When Craig Stoker pulled the flyer out of the mailbox, he chuckled.
It was a political mailer, one of many deployed this fall in Odessa, the West Texas city in the heart of the oil-rich Permian Basin.
His opponent, incumbent City Council member Denise Swanner, compared her stance to his. The two were total opposites except for the fact that both were in relationships with men.
It was the latest attempt in a Republican stronghold to tie Stoker’s sexual orientation to his support of the LGBTQ+ community and, by extension, the Democratic Party.
The people behind the advertisement wanted voters to elect candidates who advanced conservative values, only this election was supposed to be nonpartisan.
While Stoker and his allies had hoped the local election would be about infrastructure and city services, his opponent attempted to shift the battlefield to national political issues. Across the country, Republicans were running countless attack ads on Democrats for their support of transgender people.
The strategy backfired — at least in Odessa. The three City Council incumbents lost, a stunning result that analysts and longtime observers say revealed voters’ desire for local elected leaders to focus on roads and garbage pick up, not national flashpoints.

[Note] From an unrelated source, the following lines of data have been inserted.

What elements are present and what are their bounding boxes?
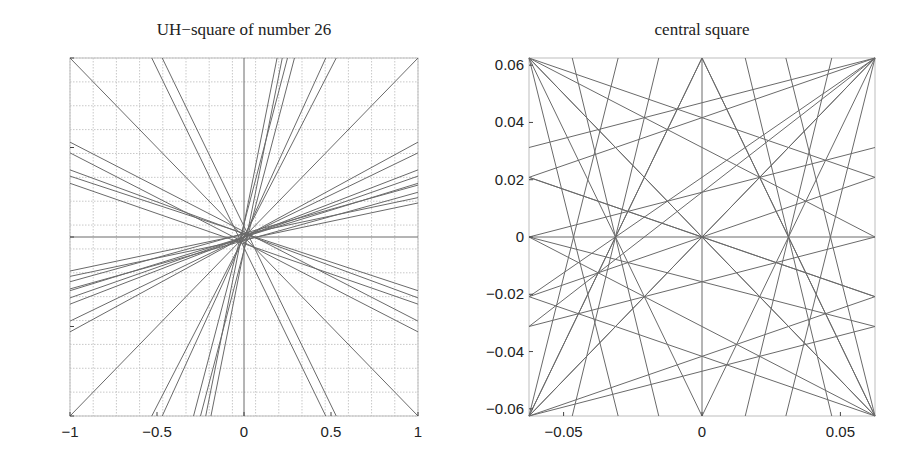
x-tick-label: 0.05 bbox=[826, 423, 855, 440]
data-line bbox=[789, 58, 876, 237]
y-tick-label: −0.02 bbox=[486, 285, 524, 302]
data-line bbox=[702, 237, 789, 416]
x-tick-label: −0.05 bbox=[545, 423, 583, 440]
y-tick-label: −0.06 bbox=[486, 400, 524, 417]
data-line bbox=[616, 237, 703, 416]
data-line bbox=[529, 58, 616, 237]
right-chart-plot bbox=[0, 0, 913, 473]
y-tick-label: 0 bbox=[516, 228, 524, 245]
y-tick-label: 0.04 bbox=[495, 113, 524, 130]
x-tick-label: 0 bbox=[698, 423, 706, 440]
right-chart-panel: central square −0.0500.05−0.06−0.04−0.02… bbox=[0, 0, 913, 473]
y-tick-label: −0.04 bbox=[486, 343, 524, 360]
data-line bbox=[702, 58, 875, 237]
plot-area bbox=[529, 58, 875, 416]
y-tick-label: 0.02 bbox=[495, 171, 524, 188]
data-line bbox=[702, 237, 875, 416]
y-tick-label: 0.06 bbox=[495, 56, 524, 73]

Stoker, the scion of a prominent Odessa family, became the first openly gay man elected to Odessa’s City Council. He won his at-large seat with 56% of the vote at the same time President-elect Donald Trump won all of Ector County with 76% of the vote.
“At the end of all of this, we are neighbors. You’re electing the people you live with,” Stoker said. “And no matter what happens, what you say about each other, the energy you put out about each other, you still have to live together.”an
Long story short, Odessa had previously elected three wingnuts to its Council, including the Mayor. Earlier this year, they passed an anti-trans bathroom ban. And then, not much later, they all got unelected, and it wasn’t close. Turns out even Odessa was able to want local electeds that prioritized local issues over national hot-button stuff that had no positive effect on anyone’s life. Maybe there’s something we all can learn from that.
Taylor Sheridan should write this political tomfoolery into an episode of ‘Landman’.
“[Soandso] became the first openly gay man elected to Odessa’s City Council. He won his at-large seat with 56% of the vote at the same time President-elect Donald Trump won all of Ector County with 76% of the vote.”
Comment: This is flawed data-based reasoning: The city and the county are different geographic units and therefore the respective electorates are also not identical, even in the same election. A better comparison would be with the Trump vote in the portion of the county that constitutes the territory of the city (assuming that such data is available).
In the 2020 census, Ector County’s population was 165,171, Odessa is the county seat and its population was 114,428. While there is much overlap, these units are not identical.
Compare this to judicial elections in Harris County with different geographic bases: Judge Steven Kirkland (334th District Court in 2016) needed to win a majority of votes of the entire county whereas Steve Duble running for Justice of the Peace 1-2 in 2022 had better odds in the smaller JP district overlapping inner-city Houston and Montrose, running as a gay candidate (leaving aside the matter of intra-party competition).